The simple things matter the most

Perhaps this needs to be in a (sub)category of its own.

You know the feeling that you want to do something that looks really simple but how to do this in Rebol/Ren-C

Case:
A. Transforming the content of a block into a string

B. Transforming the content of a string to become a block

First try:
A.

>> blk: [What becomes of a block when turned into a {} value?]
== [What becomes of a block when turned into a "" value?]
>> mold blk
== {[What becomes of a block when turned into a "" value?]}

B.

>> txt: "What becomes of a string when turned into a [] value?"
== {What becomes of a string when turned into a [] value?}
>> to block! txt
== [{What becomes of a string when turned into a [] value?}]

So clearly not what was intended!

After some tinkering:
A.

block-to-text: function [blk [block!]][
    result: copy ""
    spacer: copy ""
    for-each b blk [
        append append result spacer mold b
        spacer: copy " "
    ]
    result
]
block-to-text blk
== {What becomes of a block when turned into a "" value?}

B.

>> blk: load append append "[" txt "]"       
== [What becomes of a string when turned into a [] value?]

To be improved?

The naming may not be the best, but you are looking for, respectively, FORM and LOAD:

‌>> form [a b c]
== "a b c"

‌>> load "a b c"
== [a b c]

Not entirely true

>> form [note what [] happens]
== "note what  happens"
>> form [note what [really] happens]
== "note what really happens"

If you have strong feelings about what the natural intent of TO is, that's something that needs to be pinned down, and it's getting closer I think:

Right, this might be what you would want or expect, but if you expect that all in quotes is transformed into a block! then this trivial task is becoming a little more difficult.

This was more meant as a home for those tasks that newcomers would be easy peasy straightforward and that proofed to be a little more tricky in Rebol/Ren-C. To hand some neat tricks and functions and oneliners discuss other solutions wrt speed and readability and alike.

I agree on the TO matrix to be well defined and it needs work for sure, all things can use more of that always :wink:

Or:

>> mold/only [note what [] happens]
== "note what [] happens"

Just occurred to me—this is the opposite of /ONLY usage elsewhere. If my suggestion for replacing /ONLY were in play, it would work the opposite here:

>> mold [note what [] happens]
== "[note what [] happens]"
‌
‌>> mold only [note what [] happens]
== "[[note what [] happens]]"

that would be

>> mold [note what [] happens]
== "note what [] happens"

>> mold only [note what [] happens]
== "[note what [] happens]"

Which implies that BLOCK! is special when it comes to MOLD, which would be fine by me.

In the isotopic era, we have an answer... which is to say that if you mold a SPLICE!, the delimiters are not there!

>> mold [like so]
== "[like so]"

>> mold spread [like so]
== "like so"

Poetically, it solves the exact problem that splices did for APPEND/ONLY and such!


● Assignment: Within the listing below, show every line that contains the word "container".

● The data:
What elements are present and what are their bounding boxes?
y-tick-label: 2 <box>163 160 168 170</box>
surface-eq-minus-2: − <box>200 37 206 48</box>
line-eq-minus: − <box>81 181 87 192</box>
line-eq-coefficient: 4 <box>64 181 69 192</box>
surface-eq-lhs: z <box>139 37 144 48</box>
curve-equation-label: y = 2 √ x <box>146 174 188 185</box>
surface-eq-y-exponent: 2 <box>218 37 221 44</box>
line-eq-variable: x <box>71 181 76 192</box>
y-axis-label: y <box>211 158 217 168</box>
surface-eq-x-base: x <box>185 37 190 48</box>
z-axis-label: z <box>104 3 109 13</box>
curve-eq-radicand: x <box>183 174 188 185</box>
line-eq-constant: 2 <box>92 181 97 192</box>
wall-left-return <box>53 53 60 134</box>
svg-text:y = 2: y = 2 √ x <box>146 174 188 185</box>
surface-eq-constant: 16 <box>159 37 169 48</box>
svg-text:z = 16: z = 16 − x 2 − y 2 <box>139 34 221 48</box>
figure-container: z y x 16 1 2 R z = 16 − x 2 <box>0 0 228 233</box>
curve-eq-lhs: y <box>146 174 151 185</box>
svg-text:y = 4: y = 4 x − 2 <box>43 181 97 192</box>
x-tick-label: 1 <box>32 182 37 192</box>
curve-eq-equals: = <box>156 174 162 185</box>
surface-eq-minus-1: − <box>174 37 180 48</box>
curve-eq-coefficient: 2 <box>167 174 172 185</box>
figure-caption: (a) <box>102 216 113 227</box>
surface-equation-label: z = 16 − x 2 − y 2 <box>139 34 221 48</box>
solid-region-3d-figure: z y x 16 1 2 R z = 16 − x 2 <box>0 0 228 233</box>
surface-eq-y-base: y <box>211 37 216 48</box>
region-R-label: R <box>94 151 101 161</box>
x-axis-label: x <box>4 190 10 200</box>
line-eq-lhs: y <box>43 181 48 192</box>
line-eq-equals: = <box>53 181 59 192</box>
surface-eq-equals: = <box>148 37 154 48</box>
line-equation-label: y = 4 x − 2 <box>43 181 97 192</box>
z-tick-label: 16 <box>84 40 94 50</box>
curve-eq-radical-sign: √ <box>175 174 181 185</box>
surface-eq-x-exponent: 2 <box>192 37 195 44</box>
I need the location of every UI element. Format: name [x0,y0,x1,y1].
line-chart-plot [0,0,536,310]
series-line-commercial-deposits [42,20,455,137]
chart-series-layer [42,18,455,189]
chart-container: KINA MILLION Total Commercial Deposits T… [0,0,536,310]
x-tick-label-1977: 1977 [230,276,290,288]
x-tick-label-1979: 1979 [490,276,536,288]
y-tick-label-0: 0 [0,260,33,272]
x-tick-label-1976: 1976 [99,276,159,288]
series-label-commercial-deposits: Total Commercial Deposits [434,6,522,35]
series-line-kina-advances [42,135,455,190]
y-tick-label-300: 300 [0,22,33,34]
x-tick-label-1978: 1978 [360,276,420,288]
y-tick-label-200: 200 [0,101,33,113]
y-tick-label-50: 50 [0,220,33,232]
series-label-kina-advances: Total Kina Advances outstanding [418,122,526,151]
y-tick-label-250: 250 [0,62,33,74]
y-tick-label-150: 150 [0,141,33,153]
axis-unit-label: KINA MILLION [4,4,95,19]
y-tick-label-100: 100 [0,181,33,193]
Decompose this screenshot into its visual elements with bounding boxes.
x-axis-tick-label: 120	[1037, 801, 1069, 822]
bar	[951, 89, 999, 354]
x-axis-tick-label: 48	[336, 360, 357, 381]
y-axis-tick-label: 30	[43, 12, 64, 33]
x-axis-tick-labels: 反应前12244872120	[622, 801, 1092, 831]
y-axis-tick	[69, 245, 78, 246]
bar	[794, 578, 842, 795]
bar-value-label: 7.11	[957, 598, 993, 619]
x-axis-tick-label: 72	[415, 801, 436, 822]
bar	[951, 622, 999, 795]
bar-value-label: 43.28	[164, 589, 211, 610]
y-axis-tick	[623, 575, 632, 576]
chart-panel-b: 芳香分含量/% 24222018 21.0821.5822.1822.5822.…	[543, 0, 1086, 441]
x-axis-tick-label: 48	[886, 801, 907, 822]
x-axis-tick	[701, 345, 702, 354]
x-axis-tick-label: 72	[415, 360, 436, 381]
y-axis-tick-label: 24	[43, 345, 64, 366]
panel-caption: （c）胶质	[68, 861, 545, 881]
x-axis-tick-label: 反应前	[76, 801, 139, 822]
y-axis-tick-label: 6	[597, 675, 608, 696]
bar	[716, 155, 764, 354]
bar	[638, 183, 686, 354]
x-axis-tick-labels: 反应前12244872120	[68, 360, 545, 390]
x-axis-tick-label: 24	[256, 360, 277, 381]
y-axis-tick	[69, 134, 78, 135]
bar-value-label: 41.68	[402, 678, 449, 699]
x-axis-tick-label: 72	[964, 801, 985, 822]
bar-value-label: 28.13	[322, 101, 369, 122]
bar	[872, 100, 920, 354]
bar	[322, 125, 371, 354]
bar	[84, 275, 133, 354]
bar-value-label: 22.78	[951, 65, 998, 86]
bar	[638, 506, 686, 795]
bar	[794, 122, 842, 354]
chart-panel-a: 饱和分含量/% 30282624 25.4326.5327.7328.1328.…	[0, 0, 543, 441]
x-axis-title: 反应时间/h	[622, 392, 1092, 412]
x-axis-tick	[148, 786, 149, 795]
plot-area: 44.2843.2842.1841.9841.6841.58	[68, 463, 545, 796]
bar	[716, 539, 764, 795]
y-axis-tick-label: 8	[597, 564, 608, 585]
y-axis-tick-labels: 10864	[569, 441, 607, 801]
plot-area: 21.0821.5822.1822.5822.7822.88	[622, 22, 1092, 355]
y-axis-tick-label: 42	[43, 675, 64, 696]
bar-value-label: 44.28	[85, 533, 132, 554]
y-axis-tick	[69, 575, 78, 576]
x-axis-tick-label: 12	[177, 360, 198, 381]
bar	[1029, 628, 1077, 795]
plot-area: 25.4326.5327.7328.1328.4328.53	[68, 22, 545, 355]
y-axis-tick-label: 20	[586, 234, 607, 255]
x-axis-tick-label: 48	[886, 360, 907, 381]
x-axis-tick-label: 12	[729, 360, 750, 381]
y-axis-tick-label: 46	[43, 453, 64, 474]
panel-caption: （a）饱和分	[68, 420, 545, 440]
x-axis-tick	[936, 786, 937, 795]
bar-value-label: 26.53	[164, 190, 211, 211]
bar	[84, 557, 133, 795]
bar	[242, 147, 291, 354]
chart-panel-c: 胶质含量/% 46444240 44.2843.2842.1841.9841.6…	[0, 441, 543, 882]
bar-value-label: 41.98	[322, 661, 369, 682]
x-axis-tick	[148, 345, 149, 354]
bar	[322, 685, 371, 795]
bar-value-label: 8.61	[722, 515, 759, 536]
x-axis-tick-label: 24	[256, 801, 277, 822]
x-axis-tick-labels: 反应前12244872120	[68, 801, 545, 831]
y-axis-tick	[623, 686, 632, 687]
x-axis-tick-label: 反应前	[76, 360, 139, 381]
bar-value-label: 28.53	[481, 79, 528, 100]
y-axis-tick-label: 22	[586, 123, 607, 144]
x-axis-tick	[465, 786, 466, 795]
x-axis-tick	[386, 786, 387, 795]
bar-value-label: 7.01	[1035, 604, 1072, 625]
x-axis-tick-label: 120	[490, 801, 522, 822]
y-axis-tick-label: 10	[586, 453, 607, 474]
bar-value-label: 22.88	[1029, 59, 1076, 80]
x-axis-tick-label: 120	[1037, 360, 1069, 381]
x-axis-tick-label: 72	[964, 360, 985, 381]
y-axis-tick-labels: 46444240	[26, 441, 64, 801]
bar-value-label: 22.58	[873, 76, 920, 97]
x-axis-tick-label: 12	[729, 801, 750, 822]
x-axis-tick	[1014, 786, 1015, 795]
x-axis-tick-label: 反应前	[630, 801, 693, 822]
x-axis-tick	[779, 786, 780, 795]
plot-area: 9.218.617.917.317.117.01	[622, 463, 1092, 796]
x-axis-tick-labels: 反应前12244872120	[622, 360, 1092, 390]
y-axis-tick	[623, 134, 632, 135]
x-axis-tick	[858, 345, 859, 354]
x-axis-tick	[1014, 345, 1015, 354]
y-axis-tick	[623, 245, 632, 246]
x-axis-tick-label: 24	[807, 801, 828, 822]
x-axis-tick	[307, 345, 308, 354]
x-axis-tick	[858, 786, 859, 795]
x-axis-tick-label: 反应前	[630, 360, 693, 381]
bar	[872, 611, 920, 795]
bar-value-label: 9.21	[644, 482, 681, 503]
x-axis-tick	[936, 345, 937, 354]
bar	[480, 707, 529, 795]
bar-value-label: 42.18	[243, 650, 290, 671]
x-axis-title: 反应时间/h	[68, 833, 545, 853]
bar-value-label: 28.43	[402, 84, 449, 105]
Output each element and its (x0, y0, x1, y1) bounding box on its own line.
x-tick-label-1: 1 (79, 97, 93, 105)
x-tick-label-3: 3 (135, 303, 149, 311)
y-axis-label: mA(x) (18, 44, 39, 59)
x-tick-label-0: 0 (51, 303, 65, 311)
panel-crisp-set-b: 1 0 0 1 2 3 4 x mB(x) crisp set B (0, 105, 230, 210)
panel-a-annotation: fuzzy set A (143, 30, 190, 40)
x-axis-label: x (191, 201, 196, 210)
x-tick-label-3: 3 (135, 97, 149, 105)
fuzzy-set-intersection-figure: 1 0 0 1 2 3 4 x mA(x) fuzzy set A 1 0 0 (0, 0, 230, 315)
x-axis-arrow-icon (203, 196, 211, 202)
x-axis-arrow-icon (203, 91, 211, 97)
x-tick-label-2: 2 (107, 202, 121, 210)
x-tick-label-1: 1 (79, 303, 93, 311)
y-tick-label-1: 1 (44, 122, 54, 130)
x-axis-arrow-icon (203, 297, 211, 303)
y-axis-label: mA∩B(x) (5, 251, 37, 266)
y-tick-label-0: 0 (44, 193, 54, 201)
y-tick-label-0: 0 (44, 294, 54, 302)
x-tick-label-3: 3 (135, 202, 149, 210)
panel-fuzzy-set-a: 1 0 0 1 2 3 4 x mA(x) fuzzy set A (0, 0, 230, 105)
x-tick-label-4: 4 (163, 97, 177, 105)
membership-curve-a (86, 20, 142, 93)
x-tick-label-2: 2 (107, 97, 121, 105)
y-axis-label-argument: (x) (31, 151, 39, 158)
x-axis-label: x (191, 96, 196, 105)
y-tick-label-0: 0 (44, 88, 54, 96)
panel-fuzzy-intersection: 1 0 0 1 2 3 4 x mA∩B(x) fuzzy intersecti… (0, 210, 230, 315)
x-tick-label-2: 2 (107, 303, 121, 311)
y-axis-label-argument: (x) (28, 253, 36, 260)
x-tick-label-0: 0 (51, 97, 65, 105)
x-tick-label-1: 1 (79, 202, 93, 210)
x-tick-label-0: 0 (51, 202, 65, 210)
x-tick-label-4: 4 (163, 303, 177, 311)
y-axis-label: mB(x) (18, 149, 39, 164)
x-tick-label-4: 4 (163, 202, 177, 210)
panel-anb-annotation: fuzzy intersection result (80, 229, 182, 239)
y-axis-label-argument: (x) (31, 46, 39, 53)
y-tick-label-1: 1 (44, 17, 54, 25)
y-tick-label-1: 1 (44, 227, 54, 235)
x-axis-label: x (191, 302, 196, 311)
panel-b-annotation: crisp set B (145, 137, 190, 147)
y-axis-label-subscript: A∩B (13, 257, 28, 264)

● Expected answer:
figure-container: z y x 16 1 2 R z = 16 − x 2 <box>0 0 228 233</box>
chart-container: KINA MILLION Total Commercial Deposits T… [0,0,536,310]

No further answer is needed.